Design Thinking and Catholic Social Thought: Resources for Addressing Structures of Sin and Grace in Business Ethics

Stephanie Ann Yu Puen, Fordham University

Abstract

This dissertation hopes to contribute to what theologian Joerg Rieger calls “glimpses of an alternative reality,” by considering ways to create structures in business that can help people do the good more easily and habituate the virtues that business ethicists wish business practitioners to embrace, using design thinking and wicked problems, a method that is familiar to business people, and concepts and principles from Catholic social thought. This dissertation thus argues that bringing design thinking and its understanding of wicked problems and how to respond to them into conversation with the vision of society and principles to achieve such a vision found in Catholic social thought can strengthen business ethicists’ and practitioners’ ability to describe and respond to destructive structural or systemic dynamics—what Catholic social thought calls structures of sin—that underlie unethical practices in business and organizational culture. This cross-disciplinary conversation also provides resources for transforming such unethical systems and dynamics by offering principles for structuring and evaluating improvements in the organization and practices comprising the business value chain.

Subject Area

Ethics|Theology|Business administration|Religion

Recommended Citation

Puen, Stephanie Ann Yu, "Design Thinking and Catholic Social Thought: Resources for Addressing Structures of Sin and Grace in Business Ethics" (2021). ETD Collection for Fordham University. AAI28418301.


-- Problem statement --
Examine the material below. Gather every line in which the string "main" appears.

-- Records supplied --
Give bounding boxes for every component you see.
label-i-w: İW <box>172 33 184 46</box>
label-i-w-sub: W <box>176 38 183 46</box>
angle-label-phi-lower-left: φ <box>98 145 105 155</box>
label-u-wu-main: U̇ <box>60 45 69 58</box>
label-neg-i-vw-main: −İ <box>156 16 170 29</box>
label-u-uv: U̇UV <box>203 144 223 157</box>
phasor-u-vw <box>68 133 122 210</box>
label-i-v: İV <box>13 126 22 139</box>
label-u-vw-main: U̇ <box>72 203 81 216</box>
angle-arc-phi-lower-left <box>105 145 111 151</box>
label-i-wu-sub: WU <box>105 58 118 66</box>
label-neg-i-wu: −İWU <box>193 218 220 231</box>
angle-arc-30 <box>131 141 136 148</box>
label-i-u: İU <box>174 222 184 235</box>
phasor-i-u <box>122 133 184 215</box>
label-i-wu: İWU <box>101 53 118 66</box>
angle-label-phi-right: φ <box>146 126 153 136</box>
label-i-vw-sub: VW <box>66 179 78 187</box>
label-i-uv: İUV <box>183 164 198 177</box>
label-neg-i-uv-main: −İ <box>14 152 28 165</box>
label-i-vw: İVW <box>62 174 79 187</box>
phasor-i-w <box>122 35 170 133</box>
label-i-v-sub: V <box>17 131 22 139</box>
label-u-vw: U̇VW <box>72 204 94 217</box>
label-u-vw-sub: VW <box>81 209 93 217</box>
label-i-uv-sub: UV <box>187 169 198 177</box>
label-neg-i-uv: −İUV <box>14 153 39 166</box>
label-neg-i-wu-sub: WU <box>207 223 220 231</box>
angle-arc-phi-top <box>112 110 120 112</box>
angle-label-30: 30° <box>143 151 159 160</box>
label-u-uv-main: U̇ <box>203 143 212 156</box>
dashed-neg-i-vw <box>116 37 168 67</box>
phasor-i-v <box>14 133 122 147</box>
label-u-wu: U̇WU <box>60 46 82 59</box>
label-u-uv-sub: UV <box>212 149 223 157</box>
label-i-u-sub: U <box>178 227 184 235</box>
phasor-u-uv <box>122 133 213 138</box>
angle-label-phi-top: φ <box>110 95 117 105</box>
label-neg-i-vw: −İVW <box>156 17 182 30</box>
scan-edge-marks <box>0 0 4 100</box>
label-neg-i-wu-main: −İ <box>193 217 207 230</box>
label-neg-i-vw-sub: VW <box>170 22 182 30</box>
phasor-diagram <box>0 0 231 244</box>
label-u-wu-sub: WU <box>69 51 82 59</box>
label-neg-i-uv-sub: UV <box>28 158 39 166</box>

-- Solution --
label-u-wu-main: U̇ <box>60 45 69 58</box>
label-neg-i-vw-main: −İ <box>156 16 170 29</box>
label-u-vw-main: U̇ <box>72 203 81 216</box>
label-neg-i-uv-main: −İ <box>14 152 28 165</box>
label-u-uv-main: U̇ <box>203 143 212 156</box>
label-neg-i-wu-main: −İ <box>193 217 207 230</box>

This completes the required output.